Hillary Clinton pulled off a direct critique of Bernie Sanders that’s usually creeping around under the surface on Wednesday morning, during her interview with Politico.
Clinton said that Bernie is a relatively new Democrat; when Glenn Thrush asked her if Sanders is a Democrat, she further added “in fact, I’m not even sure he is one. He’s running as one. So I don’t know quite how to characterize him. “There’s a lot of this floating out there. During the interview many questions about Sanders not raising money for Democrats down-ticket. Questions about his voting history. His past assertions that the blue party wasn’t really that different from the red party. His more recent assertion that he only ran as a Democrat to get media coverage.
By about 13 points, Bernie Sanders won Wisconsin where he and Clinton tied among Democrats. Noting that Sanders ran up huge margins among independents, in the same way that Clinton has won states.

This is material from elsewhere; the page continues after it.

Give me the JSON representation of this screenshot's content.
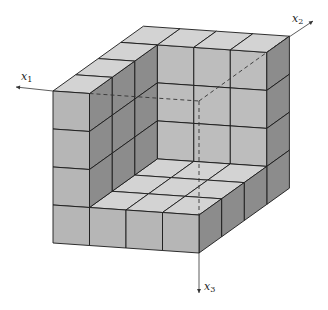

For instance, Clinton and Sanders would have split the delegates instead of Sanders netting a plus-11 margin, in Wisconsin. In other words, Clinton’s wide delegate lead wouldn’t have fallen at all, if only Democrats voted. Furthermore if changes are tallied up in each state, Clinton’s delegate margin from the states shown jumps from plus-337 to plus-604. In other words, if you take out independent votes, Clinton’s pledged-delegate total jumps from 1,279 to somewhere over 1,400.
Her overall lead (including states for which we don’t have exits) goes from 252 to more than 500. If the former was insurmountable, which it essentially is, the latter is Everest.
Nevertheless, that’s not how it works, to Hillary Clinton’s consternation. The strong support of independents coming out to vote for a long-time independent is forcing the Democratic front-runner to keep scrambling to win Democratic primaries. Clinton doesn’t even know if the guy is a Democrat! People coming to vote in the Democratic primaries don’t seem to care.